IN BRIEF (Page 11)
United States
NASA reopens door to Chinese
With an explanation but no public apology for the flip-flop, NASA told Chinese astrophysics researchers they could re-book their already canceled flights to California to attend a space telescope conference in November. NASA spokesman Allard Beutel told the BBC that the ban on Chinese scientists announced earlier this month was prompted by new counterespionage legislation restricting foreign nationals access to NASA facilities.
Iraq
Attacks claim at least 19
Iraqi officials have raised the death toll from attacks on police in the western Anbar province on Tuesday to 19. Earlier reports said eight policemen were killed. The first attack took place when a suicide bomber rammed his explosive-laden car into a checkpoint at the entrance of Rutba, killing five policemen. Another suicide bomber drove his car into a nearby bypass, killing four policemen and three civilian truck drivers.

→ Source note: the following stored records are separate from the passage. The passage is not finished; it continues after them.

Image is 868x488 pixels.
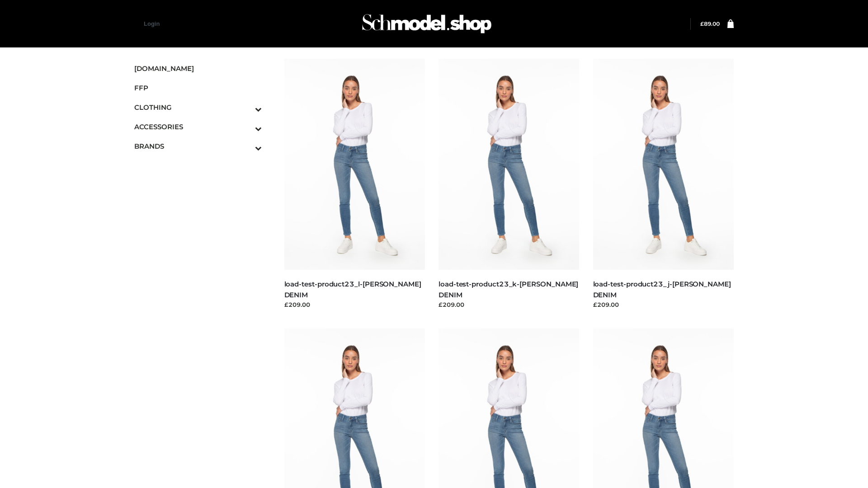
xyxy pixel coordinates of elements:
button: Toggle Submenu [230,136,262,156]
img: Schmodel Admin 964 [359,6,495,42]
span: [DOMAIN_NAME] [135,63,262,74]
div: £209.00 [593,300,734,309]
span: BRANDS [135,141,262,151]
a: £89.00 [700,20,720,27]
span: CLOTHING [135,102,262,113]
button: Toggle Submenu [230,117,262,136]
a: CLOTHINGToggle Submenu [135,98,262,117]
span: ACCESSORIES [135,122,262,132]
a: FFP [135,78,262,98]
a: ACCESSORIESToggle Submenu [135,117,262,136]
a: load-test-product23_j-[PERSON_NAME] DENIM [593,279,731,299]
span: £ [700,20,704,27]
span: FFP [135,83,262,93]
bdi: 89.00 [700,20,720,27]
a: Login [144,20,160,27]
a: load-test-product23_l-[PERSON_NAME] DENIM [284,279,421,299]
a: load-test-product23_k-[PERSON_NAME] DENIM [439,279,578,299]
a: [DOMAIN_NAME] [135,58,262,78]
button: Toggle Submenu [230,98,262,117]
div: £209.00 [284,300,425,309]
a: BRANDSToggle Submenu [135,136,262,156]
div: £209.00 [439,300,579,309]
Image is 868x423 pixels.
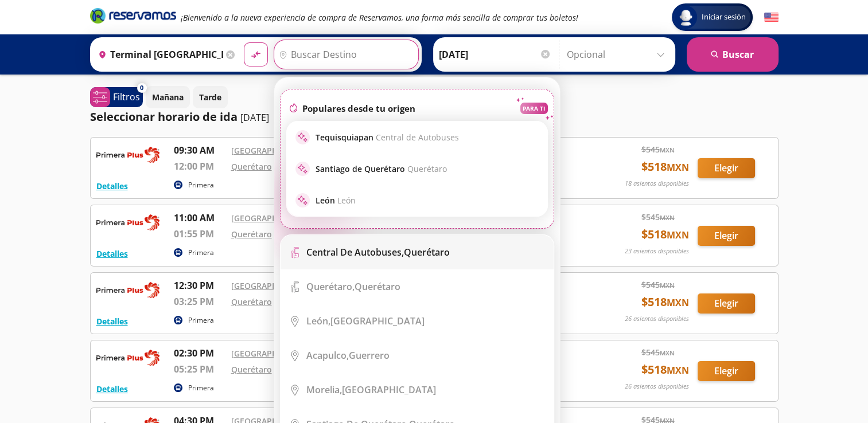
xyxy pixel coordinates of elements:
[231,229,272,240] a: Querétaro
[439,40,551,69] input: Elegir Fecha
[764,10,778,25] button: English
[274,40,415,69] input: Buscar Destino
[667,161,689,174] small: MXN
[97,180,128,192] button: Detalles
[660,145,675,154] small: MXN
[307,384,341,396] b: Morelia,
[231,364,272,375] a: Querétaro
[188,180,214,190] p: Primera
[140,84,143,93] span: 0
[174,295,225,309] p: 03:25 PM
[698,294,755,314] button: Elegir
[307,349,389,362] div: Guerrero
[97,211,159,234] img: RESERVAMOS
[307,384,436,396] div: [GEOGRAPHIC_DATA]
[231,145,313,156] a: [GEOGRAPHIC_DATA]
[698,361,755,381] button: Elegir
[231,281,313,292] a: [GEOGRAPHIC_DATA]
[145,86,190,108] button: Mañana
[307,246,404,259] b: Central de Autobuses,
[174,346,225,360] p: 02:30 PM
[188,383,214,393] p: Primera
[240,110,269,124] p: [DATE]
[199,92,221,104] p: Tarde
[660,348,675,357] small: MXN
[90,88,142,107] button: 0Filtros
[667,297,689,310] small: MXN
[97,143,159,166] img: RESERVAMOS
[307,281,354,293] b: Querétaro,
[97,248,128,260] button: Detalles
[697,12,751,23] span: Iniciar sesión
[174,362,225,376] p: 05:25 PM
[566,40,669,69] input: Opcional
[641,294,689,311] span: $ 518
[523,105,544,112] p: PARA TI
[641,279,675,291] span: $ 545
[641,211,675,223] span: $ 545
[152,92,183,104] p: Mañana
[375,132,459,142] span: Central de Autobuses
[660,213,675,222] small: MXN
[231,161,272,172] a: Querétaro
[113,90,140,104] p: Filtros
[667,364,689,377] small: MXN
[307,281,400,293] div: Querétaro
[174,227,225,241] p: 01:55 PM
[174,143,225,157] p: 09:30 AM
[337,195,355,206] span: León
[97,279,159,302] img: RESERVAMOS
[94,40,223,69] input: Buscar Origen
[90,108,238,125] p: Seleccionar horario de ida
[231,213,313,224] a: [GEOGRAPHIC_DATA]
[687,37,778,72] button: Buscar
[303,103,415,114] p: Populares desde tu origen
[316,195,355,206] p: León
[698,158,755,178] button: Elegir
[625,179,689,189] p: 18 asientos disponibles
[625,315,689,324] p: 26 asientos disponibles
[641,226,689,243] span: $ 518
[625,382,689,392] p: 26 asientos disponibles
[641,346,675,358] span: $ 545
[641,158,689,175] span: $ 518
[97,316,128,327] button: Detalles
[90,7,176,28] a: Brand Logo
[174,159,225,173] p: 12:00 PM
[188,316,214,325] p: Primera
[174,279,225,293] p: 12:30 PM
[641,361,689,378] span: $ 518
[316,132,459,142] p: Tequisquiapan
[181,12,578,23] em: ¡Bienvenido a la nueva experiencia de compra de Reservamos, una forma más sencilla de comprar tus...
[188,248,214,258] p: Primera
[193,86,228,108] button: Tarde
[307,315,330,327] b: León,
[698,226,755,246] button: Elegir
[316,163,447,174] p: Santiago de Querétaro
[625,247,689,257] p: 23 asientos disponibles
[231,297,272,308] a: Querétaro
[307,349,348,362] b: Acapulco,
[90,7,176,24] i: Brand Logo
[667,229,689,242] small: MXN
[407,163,447,174] span: Querétaro
[307,315,424,327] div: [GEOGRAPHIC_DATA]
[641,143,675,155] span: $ 545
[231,348,313,359] a: [GEOGRAPHIC_DATA]
[97,346,159,369] img: RESERVAMOS
[97,383,128,395] button: Detalles
[307,246,450,259] div: Querétaro
[660,281,675,290] small: MXN
[174,211,225,225] p: 11:00 AM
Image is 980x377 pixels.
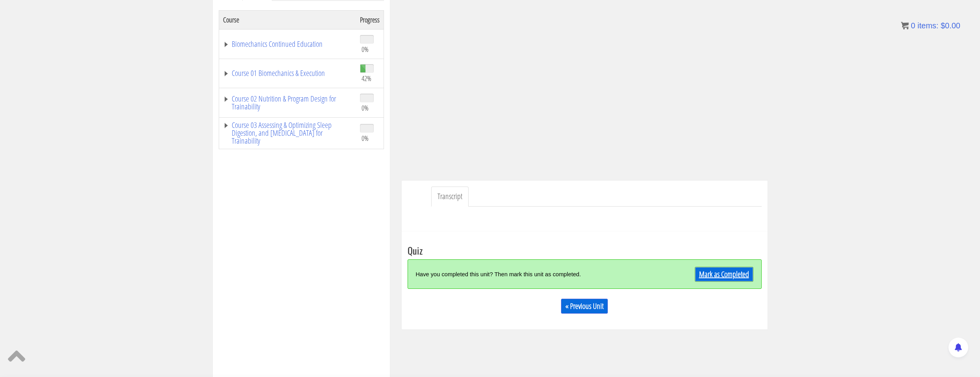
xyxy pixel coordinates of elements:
img: icon11.png [901,22,909,30]
div: Have you completed this unit? Then mark this unit as completed. [416,266,665,282]
a: Transcript [431,187,469,206]
span: 0% [361,45,369,54]
span: 42% [361,74,371,83]
h3: Quiz [407,245,762,256]
a: « Previous Unit [561,299,608,314]
span: 0% [361,104,369,112]
bdi: 0.00 [941,22,960,30]
a: Biomechanics Continued Education [223,40,352,48]
span: 0 [911,22,915,30]
a: Course 01 Biomechanics & Execution [223,69,352,77]
span: 0% [361,133,369,142]
a: Course 02 Nutrition & Program Design for Trainability [223,95,352,111]
a: 0 items: $0.00 [901,22,960,30]
th: Progress [356,10,384,29]
a: Course 03 Assessing & Optimizing Sleep Digestion, and [MEDICAL_DATA] for Trainability [223,121,352,145]
th: Course [219,10,356,29]
span: $ [941,22,945,30]
span: items: [917,22,938,30]
a: Mark as Completed [695,267,754,281]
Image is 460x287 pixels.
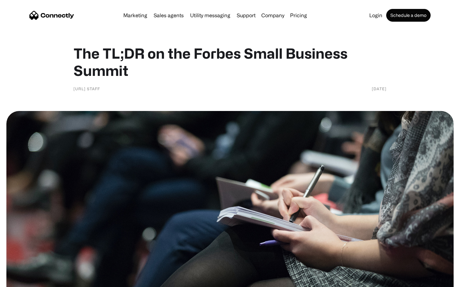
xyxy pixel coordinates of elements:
[6,276,38,285] aside: Language selected: English
[261,11,284,20] div: Company
[234,13,258,18] a: Support
[372,86,387,92] div: [DATE]
[151,13,186,18] a: Sales agents
[287,13,310,18] a: Pricing
[73,86,100,92] div: [URL] Staff
[13,276,38,285] ul: Language list
[386,9,431,22] a: Schedule a demo
[367,13,385,18] a: Login
[188,13,233,18] a: Utility messaging
[121,13,150,18] a: Marketing
[73,45,387,79] h1: The TL;DR on the Forbes Small Business Summit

Clashes elsewhere in Anbar on Tuesday night killed seven policemen.
Cambodia
Opposition party supporters march
Opposition Cambodia National Rescue Party leader Sam Rainsy led a march of 15,000 of his supporters in Phnom Penh on Wednesday in an effort to seek UN intervention in July's contested election. "The mass protest is to seek the truth for voters related to the irregularities of the July election," Rainsy said at the rally held at Freedom Park in the capital. "The protest is also to call for a reliable mechanism to reform elections in the future."
Australia
Military training sparked megafire
Australian investigators say a military training exercise ignited one of the major wildfires that has ravaged Australia's most populous state in the past week. More than 100 fires have killed one man and destroyed more than 200 homes in New South Wales since Thursday. Rural Fire Service spokeswoman Natalie Sanders said on Wednesday that an investigation found that a massive fire near Lithgow, west of Sydney, had started at a nearby Defense Department training area on Wednesday last week.
South Korea
Seoul decries video on islets
South Korea urged Japan on Wednesday to promptly delete a Youtube video claiming its sovereignty on the Dokdo islets, known as Takeshima in Japan, calling the action anachronistic and provocative. "We strongly protest against the Japanese government trying to damage our dominium over the Dokdo islets as Japan's Foreign Ministry produced a video that makes nonsensical claims on our territorial islets and distributed it on the Internet," Seoul's Foreign Ministry said.